Thursday, July 8, 2010

Forgotten Comics: Silverblade

Silverblade (DC Comics, 12-issue series 1987-1988)
Writer: Cary Bates
Artists: Gene Colan, Steve Mitchell, and Klaus Janson
Rating: Nine of Ten Stars

Jonathan Lord was a hugely popular Hollywood leading man throughout the '30s, '40s, and '50s. There wasn't a genre he didn't conquer, and there wasn't a famous literary character he didn't play. As age began to catch up with him, he withdrew behind the walls of his palatial estate high in the hills above Sunset Boulevard, with his friend and manservant Bobby Milestone and copies of his old films. However, thirty years into his self-imposed, lonely and bitter retirement, Lord's youth is restored and his granted the power to assume the form of any character or creature he ever portrayed on film by a mysterious spirit who has chosen him to battle an ancient evil that threatens to consume the world.


"Silver Blade" is a highly creative 12-issue series that deals with such mattters as pre-destiny, reincarnation, the nature of reality, and the lines between good and evil. It is a highly entertaining story of great depth, and it's a shame that it's never been reprinted in graphic novel form, given the crap that has been reprinted. ("Death of Superman"? "Batman: No Man's Land"? These were nothing but third-rate, elaborate advertising stunts.) It's an extremely intelligent series from a writer who has never really received the acknowledgement from comic book fans that I think he deserves. Bates' 100+ issues run on "The Flash" during the 70s and 80s is one that is criminally underrated, and "Silverblade" is a prime example of the fact that mature comic book storytelling existed before someone hit on the idea of marketing it.

One of the best aspects of the writing in "Silverblade" is that Bates uses Bobby Milestone--a former child actor whose life has been a string of failures since his movie career faded--as the primary point of view character in the story. Bobby stands apart from Lord's new life, and he remains very suspicious of what is happening, serving as the perfect "stand-in" for the reader as the tale unfolds. Milestone also becomes the anchor point when the series takes a couple of very strange and unexpected twists toward the end--daring twists, actually.

The artwork by Gene Colan is spectacular, as Colan's art through the mid-1990s always was. Colan brings the mixture of realism and surrealism to his art that a series like "Silverblade" demands. Although he is starting to slip past his prime here, he does a great job on this. Inkers Mitchell and Janson enhance Colan's art just enough to make it shine even brighter. (Yes, even the usually heavy pen of Klaus Janson is just here to augment rather than cover... then again, Colan is such a powerful artist himself that I doubt the heaviest inker could obscure his style.)

Maybe we'll see "Silverblade" re-presented in graphic novel form one of these days. It's long overdue.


## Exercise
Where a record contains a picture, omit it; otherwise reproduce the listing exactly.

○ ○ ○

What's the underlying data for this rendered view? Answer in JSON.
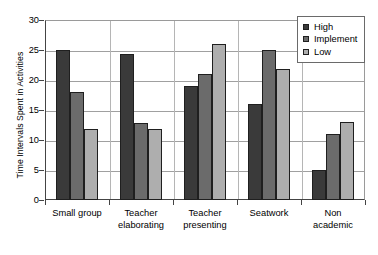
{
  "chart_data": {
    "type": "bar",
    "title": "",
    "xlabel": "",
    "ylabel": "Time Intervals Spent in Activities",
    "ylim": [
      0,
      30
    ],
    "ytick_step": 5,
    "yticks": [
      0,
      5,
      10,
      15,
      20,
      25,
      30
    ],
    "grid": true,
    "legend_position": "top-right",
    "categories": [
      "Small group",
      "Teacher elaborating",
      "Teacher presenting",
      "Seatwork",
      "Non academic"
    ],
    "category_lines": [
      [
        "Small group"
      ],
      [
        "Teacher",
        "elaborating"
      ],
      [
        "Teacher",
        "presenting"
      ],
      [
        "Seatwork"
      ],
      [
        "Non",
        "academic"
      ]
    ],
    "series": [
      {
        "name": "High",
        "color": "#3a3a3a",
        "values": [
          25,
          24.3,
          19,
          16,
          5
        ]
      },
      {
        "name": "Implement",
        "color": "#6b6b6b",
        "values": [
          18,
          12.8,
          21,
          25,
          11
        ]
      },
      {
        "name": "Low",
        "color": "#aeaeae",
        "values": [
          11.8,
          11.8,
          26,
          21.8,
          13
        ]
      }
    ]
  },
  "legend": {
    "entries": [
      {
        "label": "High",
        "color": "#3a3a3a"
      },
      {
        "label": "Implement",
        "color": "#6b6b6b"
      },
      {
        "label": "Low",
        "color": "#aeaeae"
      }
    ]
  },
  "axis": {
    "y_title": "Time Intervals Spent in Activities",
    "y_tick_labels": [
      "0",
      "5",
      "10",
      "15",
      "20",
      "25",
      "30"
    ]
  }
}
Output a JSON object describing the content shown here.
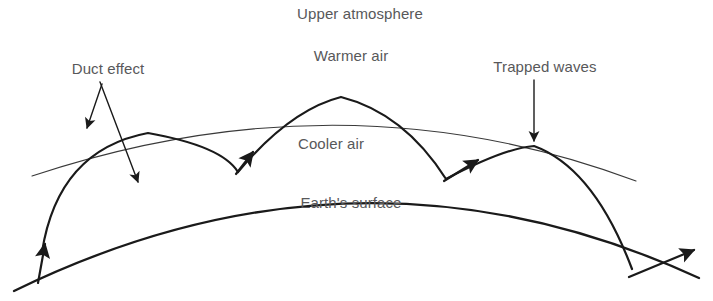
{
  "diagram": {
    "background_color": "#ffffff",
    "stroke_color": "#1a1a1a",
    "text_color": "#58585a",
    "labels": {
      "upper_atmosphere": "Upper atmosphere",
      "warmer_air": "Warmer air",
      "cooler_air": "Cooler air",
      "earths_surface": "Earth's surface",
      "duct_effect": "Duct effect",
      "trapped_waves": "Trapped waves"
    },
    "label_positions": {
      "upper_atmosphere": {
        "x": 360,
        "y": 13
      },
      "warmer_air": {
        "x": 351,
        "y": 55
      },
      "cooler_air": {
        "x": 331,
        "y": 143
      },
      "earths_surface": {
        "x": 351,
        "y": 202
      },
      "duct_effect": {
        "x": 108,
        "y": 68
      },
      "trapped_waves": {
        "x": 545,
        "y": 66
      }
    },
    "geometry": {
      "earth_surface_arc": "M 14,291 Q 360,122 699,278",
      "warmer_air_arc": "M 32,176 Q 345,72 636,181",
      "wave_hops": [
        "M 42,252 Q 58,150 148,133 Q 222,146 238,172",
        "M 238,172 Q 290,110 341,97 Q 404,113 446,179",
        "M 446,179 Q 505,148 534,146 Q 594,168 632,269"
      ],
      "entry_arrow": "M 38,281 L 45,245",
      "exit_arrow": "M 628,276 L 692,251",
      "duct_arrow_short": "M 102,84 L 87,128",
      "duct_arrow_long": "M 100,82 L 138,182",
      "trapped_waves_arrow": "M 534,80 L 534,141"
    }
  }
}
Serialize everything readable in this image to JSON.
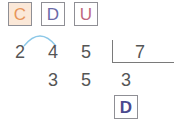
{
  "header_boxes": [
    {
      "label": "C",
      "color": "#e8955a",
      "bg": "#fbe8d8"
    },
    {
      "label": "D",
      "color": "#6b6aa8",
      "bg": "#ffffff"
    },
    {
      "label": "U",
      "color": "#c0667e",
      "bg": "#ffffff"
    }
  ],
  "dividend": [
    "2",
    "4",
    "5"
  ],
  "divisor": "7",
  "remainder_row": [
    "3",
    "5"
  ],
  "quotient_digit": "3",
  "quotient_box": {
    "label": "D",
    "color": "#4a4a8f"
  },
  "arc_color": "#8cc8e8"
}
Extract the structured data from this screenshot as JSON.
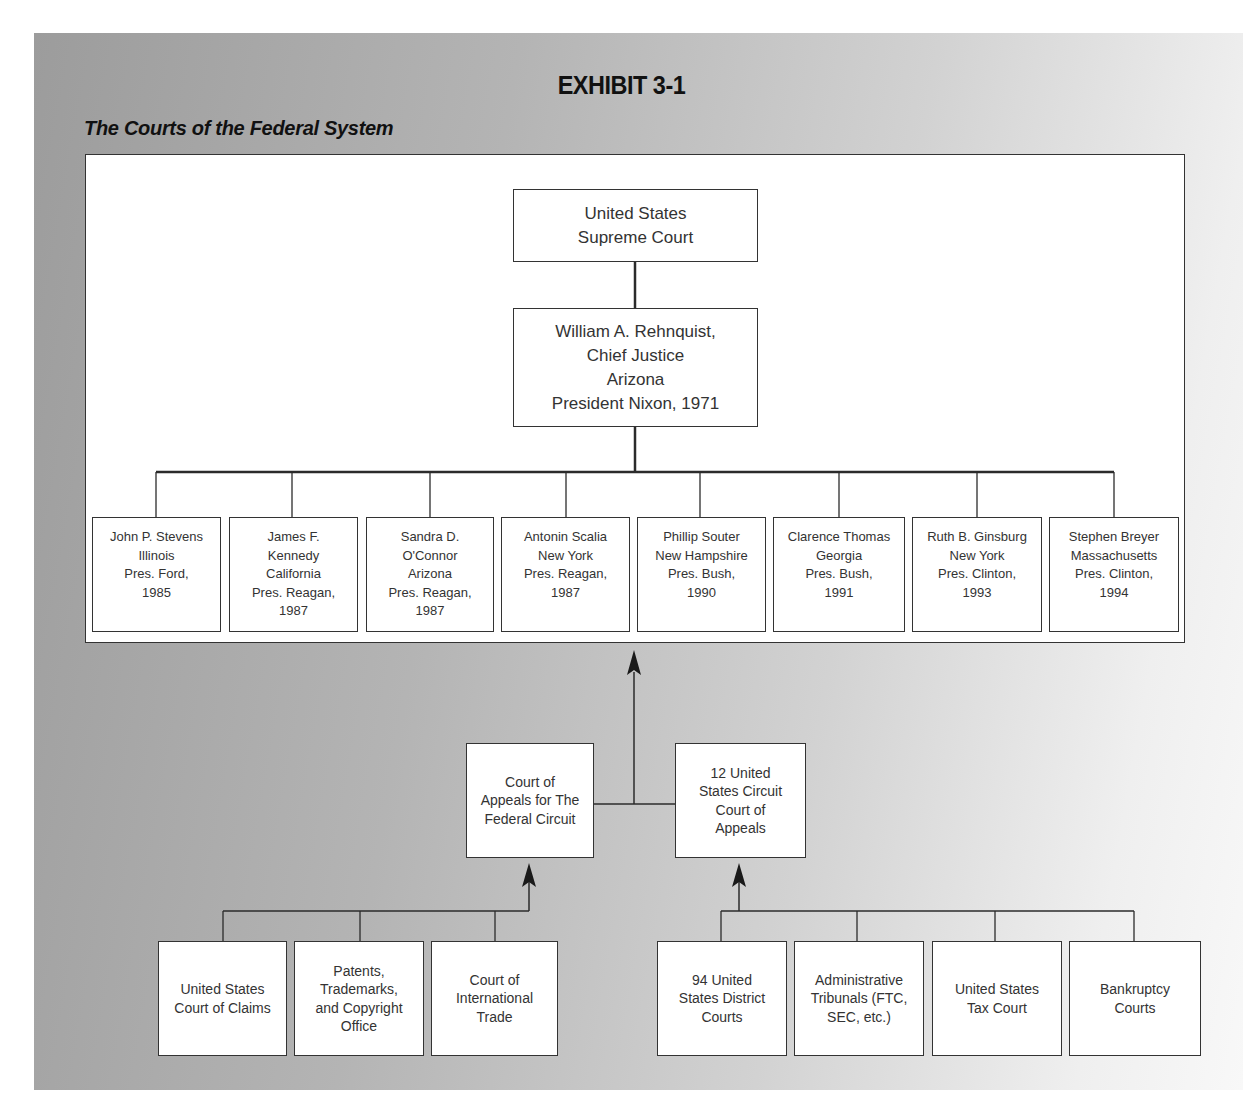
{
  "exhibit": {
    "title": "EXHIBIT 3-1",
    "subtitle": "The Courts of the Federal System"
  },
  "supreme_court": {
    "label": "United States\nSupreme Court"
  },
  "chief_justice": {
    "label": "William A. Rehnquist,\nChief Justice\nArizona\nPresident Nixon, 1971"
  },
  "associate_justices": [
    {
      "label": "John P. Stevens\nIllinois\nPres. Ford,\n1985"
    },
    {
      "label": "James F.\nKennedy\nCalifornia\nPres. Reagan,\n1987"
    },
    {
      "label": "Sandra D.\nO'Connor\nArizona\nPres. Reagan,\n1987"
    },
    {
      "label": "Antonin Scalia\nNew York\nPres. Reagan,\n1987"
    },
    {
      "label": "Phillip Souter\nNew Hampshire\nPres. Bush,\n1990"
    },
    {
      "label": "Clarence Thomas\nGeorgia\nPres. Bush,\n1991"
    },
    {
      "label": "Ruth B. Ginsburg\nNew York\nPres. Clinton,\n1993"
    },
    {
      "label": "Stephen Breyer\nMassachusetts\nPres. Clinton,\n1994"
    }
  ],
  "appellate_courts": [
    {
      "label": "Court of\nAppeals for The\nFederal Circuit"
    },
    {
      "label": "12 United\nStates Circuit\nCourt of\nAppeals"
    }
  ],
  "federal_circuit_sources": [
    {
      "label": "United States\nCourt of Claims"
    },
    {
      "label": "Patents,\nTrademarks,\nand Copyright\nOffice"
    },
    {
      "label": "Court of\nInternational\nTrade"
    }
  ],
  "circuit_sources": [
    {
      "label": "94 United\nStates District\nCourts"
    },
    {
      "label": "Administrative\nTribunals (FTC,\nSEC, etc.)"
    },
    {
      "label": "United States\nTax Court"
    },
    {
      "label": "Bankruptcy\nCourts"
    }
  ],
  "colors": {
    "line": "#2b2b2b",
    "box_border": "#333333",
    "panel_dark": "#9c9c9c",
    "panel_light": "#f8f8f8"
  }
}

○ ○ ○

## Response to the exercise
What's the underlying data for this rendered view? Answer in JSON.
{
  "chart_data": {
    "type": "bar",
    "title": "",
    "xlabel": "",
    "ylabel": "Time Intervals Spent in Activities",
    "ylim": [
      0,
      30
    ],
    "ytick_step": 5,
    "yticks": [
      0,
      5,
      10,
      15,
      20,
      25,
      30
    ],
    "grid": true,
    "legend_position": "top-right",
    "categories": [
      "Small group",
      "Teacher elaborating",
      "Teacher presenting",
      "Seatwork",
      "Non academic"
    ],
    "category_lines": [
      [
        "Small group"
      ],
      [
        "Teacher",
        "elaborating"
      ],
      [
        "Teacher",
        "presenting"
      ],
      [
        "Seatwork"
      ],
      [
        "Non",
        "academic"
      ]
    ],
    "series": [
      {
        "name": "High",
        "color": "#3a3a3a",
        "values": [
          25,
          24.3,
          19,
          16,
          5
        ]
      },
      {
        "name": "Implement",
        "color": "#6b6b6b",
        "values": [
          18,
          12.8,
          21,
          25,
          11
        ]
      },
      {
        "name": "Low",
        "color": "#aeaeae",
        "values": [
          11.8,
          11.8,
          26,
          21.8,
          13
        ]
      }
    ]
  },
  "legend": {
    "entries": [
      {
        "label": "High",
        "color": "#3a3a3a"
      },
      {
        "label": "Implement",
        "color": "#6b6b6b"
      },
      {
        "label": "Low",
        "color": "#aeaeae"
      }
    ]
  },
  "axis": {
    "y_title": "Time Intervals Spent in Activities",
    "y_tick_labels": [
      "0",
      "5",
      "10",
      "15",
      "20",
      "25",
      "30"
    ]
  }
}
Output a JSON object describing the content shown here.
{
  "diagram": {
    "background_color": "#ffffff",
    "stroke_color": "#1a1a1a",
    "text_color": "#58585a",
    "labels": {
      "upper_atmosphere": "Upper atmosphere",
      "warmer_air": "Warmer air",
      "cooler_air": "Cooler air",
      "earths_surface": "Earth's surface",
      "duct_effect": "Duct effect",
      "trapped_waves": "Trapped waves"
    },
    "label_positions": {
      "upper_atmosphere": {
        "x": 360,
        "y": 13
      },
      "warmer_air": {
        "x": 351,
        "y": 55
      },
      "cooler_air": {
        "x": 331,
        "y": 143
      },
      "earths_surface": {
        "x": 351,
        "y": 202
      },
      "duct_effect": {
        "x": 108,
        "y": 68
      },
      "trapped_waves": {
        "x": 545,
        "y": 66
      }
    },
    "geometry": {
      "earth_surface_arc": "M 14,291 Q 360,122 699,278",
      "warmer_air_arc": "M 32,176 Q 345,72 636,181",
      "wave_hops": [
        "M 42,252 Q 58,150 148,133 Q 222,146 238,172",
        "M 238,172 Q 290,110 341,97 Q 404,113 446,179",
        "M 446,179 Q 505,148 534,146 Q 594,168 632,269"
      ],
      "entry_arrow": "M 38,281 L 45,245",
      "exit_arrow": "M 628,276 L 692,251",
      "duct_arrow_short": "M 102,84 L 87,128",
      "duct_arrow_long": "M 100,82 L 138,182",
      "trapped_waves_arrow": "M 534,80 L 534,141"
    }
  }
}
Serialize everything readable in this image to JSON.
{
  "header_boxes": [
    {
      "label": "C",
      "color": "#e8955a",
      "bg": "#fbe8d8"
    },
    {
      "label": "D",
      "color": "#6b6aa8",
      "bg": "#ffffff"
    },
    {
      "label": "U",
      "color": "#c0667e",
      "bg": "#ffffff"
    }
  ],
  "dividend": [
    "2",
    "4",
    "5"
  ],
  "divisor": "7",
  "remainder_row": [
    "3",
    "5"
  ],
  "quotient_digit": "3",
  "quotient_box": {
    "label": "D",
    "color": "#4a4a8f"
  },
  "arc_color": "#8cc8e8"
}
Extract the structured data from this screenshot as JSON.
{
  "exhibit": {
    "title": "EXHIBIT 3-1",
    "subtitle": "The Courts of the Federal System"
  },
  "supreme_court": {
    "label": "United States\nSupreme Court"
  },
  "chief_justice": {
    "label": "William A. Rehnquist,\nChief Justice\nArizona\nPresident Nixon, 1971"
  },
  "associate_justices": [
    {
      "label": "John P. Stevens\nIllinois\nPres. Ford,\n1985"
    },
    {
      "label": "James F.\nKennedy\nCalifornia\nPres. Reagan,\n1987"
    },
    {
      "label": "Sandra D.\nO'Connor\nArizona\nPres. Reagan,\n1987"
    },
    {
      "label": "Antonin Scalia\nNew York\nPres. Reagan,\n1987"
    },
    {
      "label": "Phillip Souter\nNew Hampshire\nPres. Bush,\n1990"
    },
    {
      "label": "Clarence Thomas\nGeorgia\nPres. Bush,\n1991"
    },
    {
      "label": "Ruth B. Ginsburg\nNew York\nPres. Clinton,\n1993"
    },
    {
      "label": "Stephen Breyer\nMassachusetts\nPres. Clinton,\n1994"
    }
  ],
  "appellate_courts": [
    {
      "label": "Court of\nAppeals for The\nFederal Circuit"
    },
    {
      "label": "12 United\nStates Circuit\nCourt of\nAppeals"
    }
  ],
  "federal_circuit_sources": [
    {
      "label": "United States\nCourt of Claims"
    },
    {
      "label": "Patents,\nTrademarks,\nand Copyright\nOffice"
    },
    {
      "label": "Court of\nInternational\nTrade"
    }
  ],
  "circuit_sources": [
    {
      "label": "94 United\nStates District\nCourts"
    },
    {
      "label": "Administrative\nTribunals (FTC,\nSEC, etc.)"
    },
    {
      "label": "United States\nTax Court"
    },
    {
      "label": "Bankruptcy\nCourts"
    }
  ],
  "colors": {
    "line": "#2b2b2b",
    "box_border": "#333333",
    "panel_dark": "#9c9c9c",
    "panel_light": "#f8f8f8"
  }
}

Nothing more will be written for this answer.